32 years on, the Dutch return to World Cup final

Holland advanced to the finals of the World Cup today with a 3-2 victory over plucky Uruguay. For the Dutch, this will be their first appearnace in the finals since the back-to-back appearances of 1974 and 1978.
On those occasions, Holland lost 2-1 to West Germany (in Munich) and 3-1 in extra time to Argentina (in Buenos Aires). Considering the closeness of the two matches and the quality of those Dutch teams, you can make a good case that, had these matches been played in a neutral country, Holland would have at least one World Cup title to its name.

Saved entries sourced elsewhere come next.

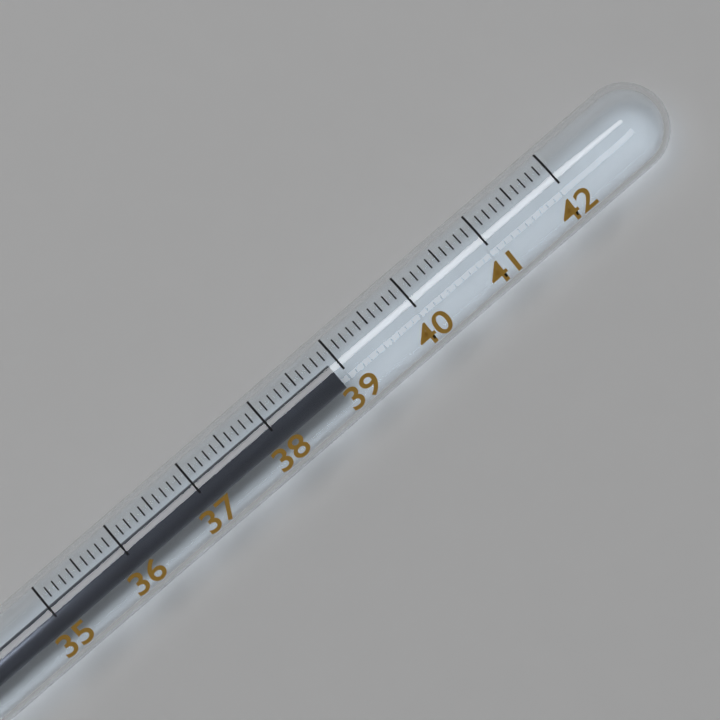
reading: 38.9 (no unit)
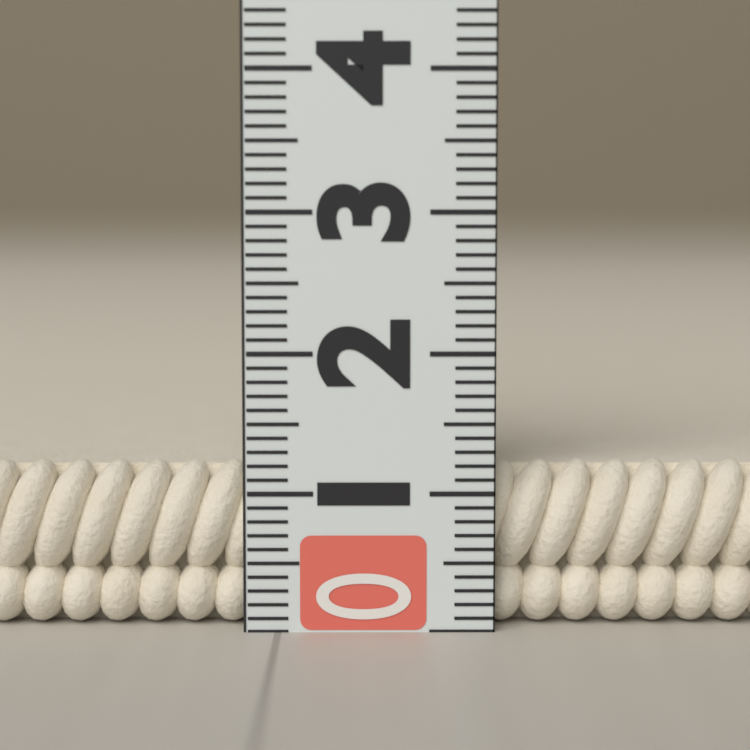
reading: 1.2 (no unit)
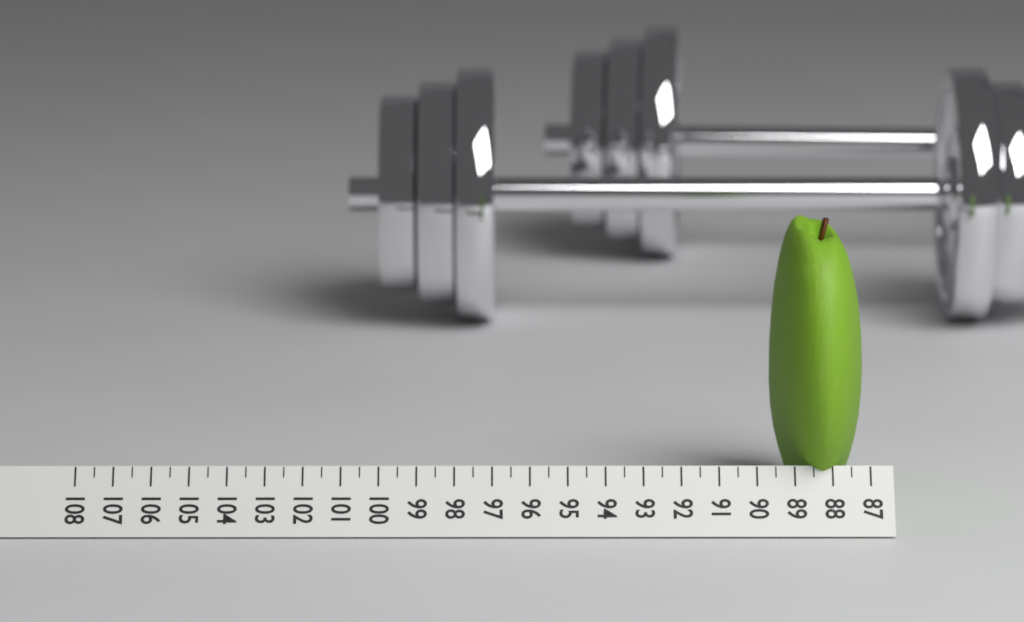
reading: 89.5 (no unit)
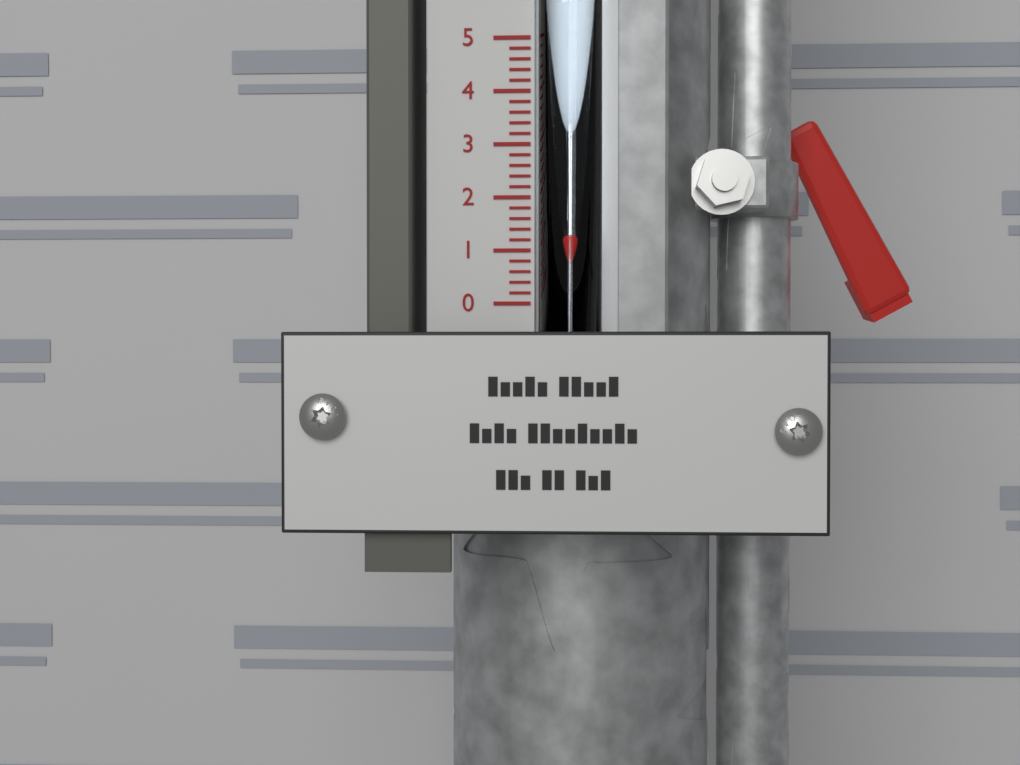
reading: 1.4 (no unit)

Today’s match saw Uruguay bottle up Holland in the first half, which ended 1-1. But Holland dominated the second half, taking a 3-1 lead, and then surviving a late goal, and a last-ditch quest for another, by Uruguay.
The match turned throughout on tactical decisions by the coaches. Uruguay’s Oscar Tabarez shrewdly decided to replace suspended striker Luis Suarez (he of the match-saving hand-ball that broke African hearts) with an extra midfielder. This gave Uruguay a three-man central midfield. Holland replaced suspended defensive midfielder Nigel de Jong with the even more defensive Demy De Zeeuw.
Faced with a packed midfield, and saddled with De Zeeuw, the Dutch were unable consistently to penetrate the Uruguay defense or to get their vaunted passing game going. They did score, on a 40-yard wonder strike by defender Giovanni Van Bronckhorst, but Uruguay dominated the later stages of the first half and equalized through Diego Forlan.
At half time, Holland’s manager Bert van Marwijk made the move that won the match, bringing on Rafael Van der Vaart for de Zeeuw. Van der Vaart had been ineffective early in the tournament filling in for Arjen Robben on the flank. Like Robben, he tends to drift into the middle; unlike Robben, he doesn’t beat good defenders off the dribble. But his insertion into central midfield, with Robben playing to his outside, gave Holland the extra passer necessary to cope with Uruguay’s three-man central midfield.
The Dutch promptly took over the match and, after a good spell of pressure, scored two goals in three minutes, though the first should have disallowed due to a fractional off-sides. Holland was now rampant and could have added one or two more.
Van Marwijk blundered late in the match, however. Ahead 3-1, he declined to bring on defense-minded substitutes. Indeed, he made no second-half substitution other than Van der Vaart until the 90th minute, when he replaced Robben with the equally attack-minded Elia.
With time running out, Uruguay equalized and then assaulted the Dutch goal throughout “injury time.” But the equalizer didn’t come.
In the finals on Sunday, Holland will likely be the underdog against Spain or Germany, due to a suspect defense which gave up two goals today to a mediocre attacking team that was missing its second best scoring threat. But neither Spain nor Germany will relish coping with a suddenly unified Dutch team and its at-times brilliant attack.
UPDATE: The other coaching decision that’s getting attention is the replacement of Diego Forlan, Uruguay’s only superstar and scorer of most of its goals, with six minutes of regular time left. Some saw the move as throwing in the towel and giving Forlan a chance for an ovation.
I think that’s an implausible view. Forlan seemed out of gas and his coach says he was injured.
The removal of Forlan actually coincided with Uruguay’s revival, though I suspect his coach would have liked to re-insert him for the final, frantic three minutes. But that’s one of the great things about soccer; once you’re out, you’re out for good.